In this weird and wondrous season for the Atlanta Braves, the weirdest news yet came Tuesday: Deion Sanders, who left the team eight weeks ago to resume his NFL career, will play both sports for the duration of the NL West pennant race.

Bo Jackson, of course, became the most successful two-sport athlete of his generation with the Kansas City Royals and the Los Angeles Raiders.

But Jackson never played two sports in a 36-hour span. Sanders, from all indications, plans to do just that this weekend; running back punts for the Falcons in Atlanta Sunday afternoon; running over travelers at Hartsfield airport Sunday night; and then running the bases for the Braves in Cincinnati Monday night.

Even as the Braves try to vault from worst to first, this is weird.

How much all this will eventually trouble the Los Angeles Dodgers--who enjoyed a 1.5 game lead when the Braves summoned Sanders on Tuesday--remains to be seen.

After all, it's not as if Braves general manager John Schuerholz found a 28-year-old Henry Aaron hanging around and got him a uniform. Sanders hit just .193 in his 49 games with Atlanta this season, with four homers and 13 runs batted in.

But he was nine-for-12 stealing bases, and therein lies the reason for all this. With Otis Nixon, the major league's stolen base leader, suspended for a drug violation, the Braves need all the speed they can get.

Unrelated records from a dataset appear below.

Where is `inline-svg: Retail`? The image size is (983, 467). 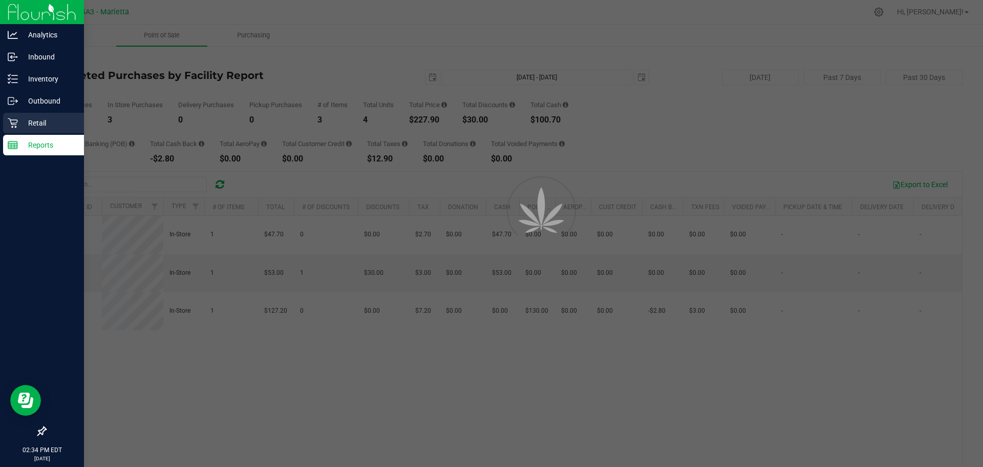 inline-svg: Retail is located at coordinates (13, 123).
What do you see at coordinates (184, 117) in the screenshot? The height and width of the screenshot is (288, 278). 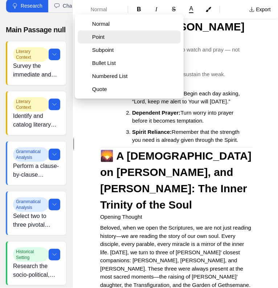 I see `span: Turn worry into prayer before it becomes temptation.` at bounding box center [184, 117].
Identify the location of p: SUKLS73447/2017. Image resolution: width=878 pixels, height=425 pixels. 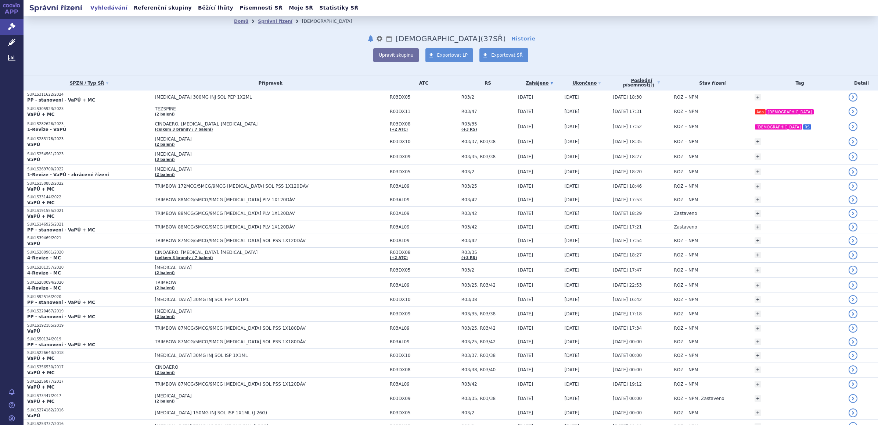
(89, 395).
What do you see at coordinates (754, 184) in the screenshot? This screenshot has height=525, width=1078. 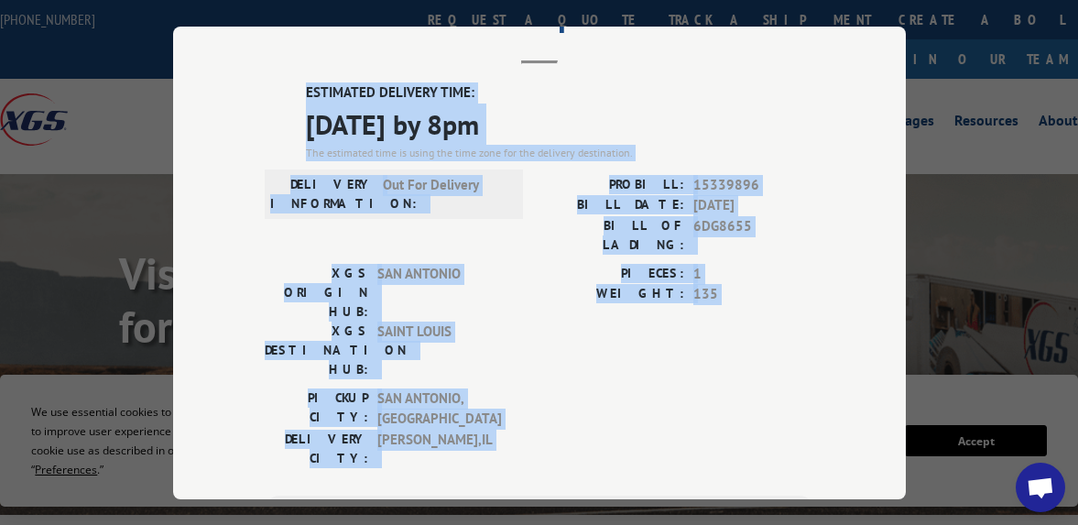 I see `span: 15339896` at bounding box center [754, 184].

Thus the announcement Tuesday from team spokesman Jim Schultz: Sanders was being added to the roster "for the remainder of the season."

Schuerholz, at a news conference before Tuesday's game, said Sanders would be in uniform for nine of the Braves final 12 games. He said Sanders would miss this weekend's three-game series in Houston.

"We had talked with other clubs trying to acquire a speed guy," Schuerholz said. "We decided if Deion wanted to do it, as he said he did, we'd go ahead and give him the opportunity.

"I spoke to [Falcons president] Taylor Smith as a courtesy," he continued. "I called to tell him, and he just said he appreciated our calling."

"We just hope he doesn't get hurt and we want him to keep focused on football," Smith said in a statement. "We've got a big game coming up this weekend against an undefeated division rival."